Abstract: Nationwide Media Coverage of Gun Safety: Community Structure Theory and Community Vulnerability

◆ Olivia Degirolamo, The College of New Jersey
◆ Hayley Martin, The College of New Jersey
◆ Dana Corvil, The College of New Jersey
◆ Gianna Calandra, The College of New Jersey
◆ John C. Pollock, The College of New Jersey
◆ James Sparano, The College of New Jersey

Community structure theory (Pollock, 2007, 2013, 2015) was used to compare city characteristics and nationwide media coverage of gun safety in newspapers in 28 major U.S cities, sampling all articles with 250+ words from 12/14/2012 to 8/3/2019. The resulting 531 articles were coded for “prominence” and “direction” (“government responsibility”, “societal responsibility”, or “balanced/neutral” coverage), then combined into each newspaper’s composite “Media Vector” (range= .879 to -0.766, or 1.645). Twenty-two of 28 newspapers (79 percent) manifested government responsibility for gun safety.
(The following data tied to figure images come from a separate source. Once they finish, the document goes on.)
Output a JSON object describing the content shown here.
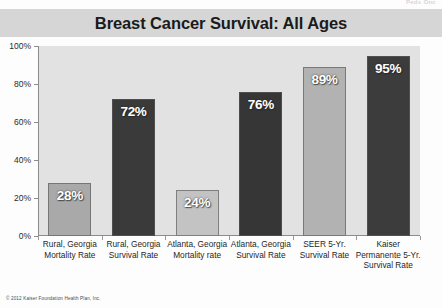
{
  "slide": {
    "top_clipped_text": "Peds Onc",
    "copyright": "© 2012 Kaiser Foundation Health Plan, Inc."
  },
  "chart_data": {
    "type": "bar",
    "title": "Breast Cancer Survival: All Ages",
    "subtitle": "",
    "xlabel": "",
    "ylabel": "",
    "ylim": [
      0,
      100
    ],
    "grid": false,
    "legend": "none",
    "ytick_labels": [
      "0%",
      "20%",
      "40%",
      "60%",
      "80%",
      "100%"
    ],
    "ytick_values": [
      0,
      20,
      40,
      60,
      80,
      100
    ],
    "categories": [
      "Rural, Georgia Mortality Rate",
      "Rural, Georgia Survival Rate",
      "Atlanta, Georgia Mortality rate",
      "Atlanta, Georgia Survival Rate",
      "SEER 5-Yr. Survival Rate",
      "Kaiser Permanente 5-Yr. Survival Rate"
    ],
    "values": [
      28,
      72,
      24,
      76,
      89,
      95
    ],
    "data_labels": [
      "28%",
      "72%",
      "24%",
      "76%",
      "89%",
      "95%"
    ],
    "bar_colors": [
      "#a9a9a9",
      "#3a3a3a",
      "#c3c3c3",
      "#363636",
      "#b2b2b2",
      "#3c3c3c"
    ],
    "plot_background": "#e2e2e2",
    "title_banner_color": "#d6d6d6"
  }
}
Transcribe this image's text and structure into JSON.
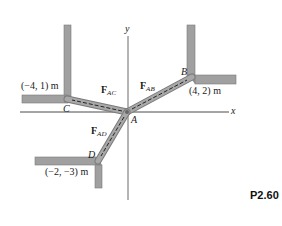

Overall, the results confirmed a strong “vulnerability” pattern. (Media “mirror” the interest of marginal/disadvantaged groups: Pollock, 2007, p. 137.). Higher percentages of uninsured in a city are linked to more media emphasis on “government” responsibility for gun safety (r=0.479, p=0.007), as are higher percentages below the poverty line (r=0.345, p=0.039). Consistently, the greater the violent crime rate in a city (r=0.289, p=0.076), the more “directional” (though not significant) the media emphasis on government responsibility for gun safety. Regression analysis yielded greater percentages of uninsured in a city accounting for 22.9% of the variance associated with coverage emphasizing government responsibility for gun safety.
Finding measures of “vulnerability” associated with media support for government responsibility for gun safety is a complete departure from previous community structure research. For example, Patel, et al. (2017), confirmed essentially the “opposite” of the “vulnerability” hypothesis: a “buffer” hypothesis (privileged groups linked to sympathetic coverage of groups making rights claims) “Privileged” cities with greater healthcare access -- greater numbers of physicians per 100,000 and greater numbers of hospital beds per 100,000 people -- were associated with greater media emphasis on government responsibility for gun safety. One way to account for different findings: The 2017 Patel, et al. study sampled newspapers from 12/14/12 – 11/7/16, about four years. By contrast, the current study sampled newspapers for a more recent, almost seven-year period from 12/14/12 to 08/3/019, encompassing far more mass shootings.
Of all four US regions, the South had by far the most coverage emphasizing government responsibility for gun safety, contrasting sharply with the South as the region displaying the greatest proportion of gun ownership in the US: Almost 47% of gun owners in the US live in the South, compared to less than half of that in the West (23%) and Midwest (22%). What might account for this discrepancy between Southern newspapers disproportionately calling for government responsibility for gun safety in a region historically suspicious of “government’ interference?
Empirically, media coverage of gun safety confirms it as a national issue associated with community vulnerability. Methodologically, combining measures of both “prominence” and “direction,” highly sensitive Media Vectors highlighted the capacity of media to reflect community measures of “vulnerability.” Theoretically, emphasizing the influence of local demographics, community structure theory complements agenda-setting theory at the national level, reconfirming the findings of an original founder of agenda-setting (Funk & McCombs, 2017), that both nationally prominent newspapers (agenda setting) and local community characteristics/concerns (community structure) can affect coverage of critical local issues.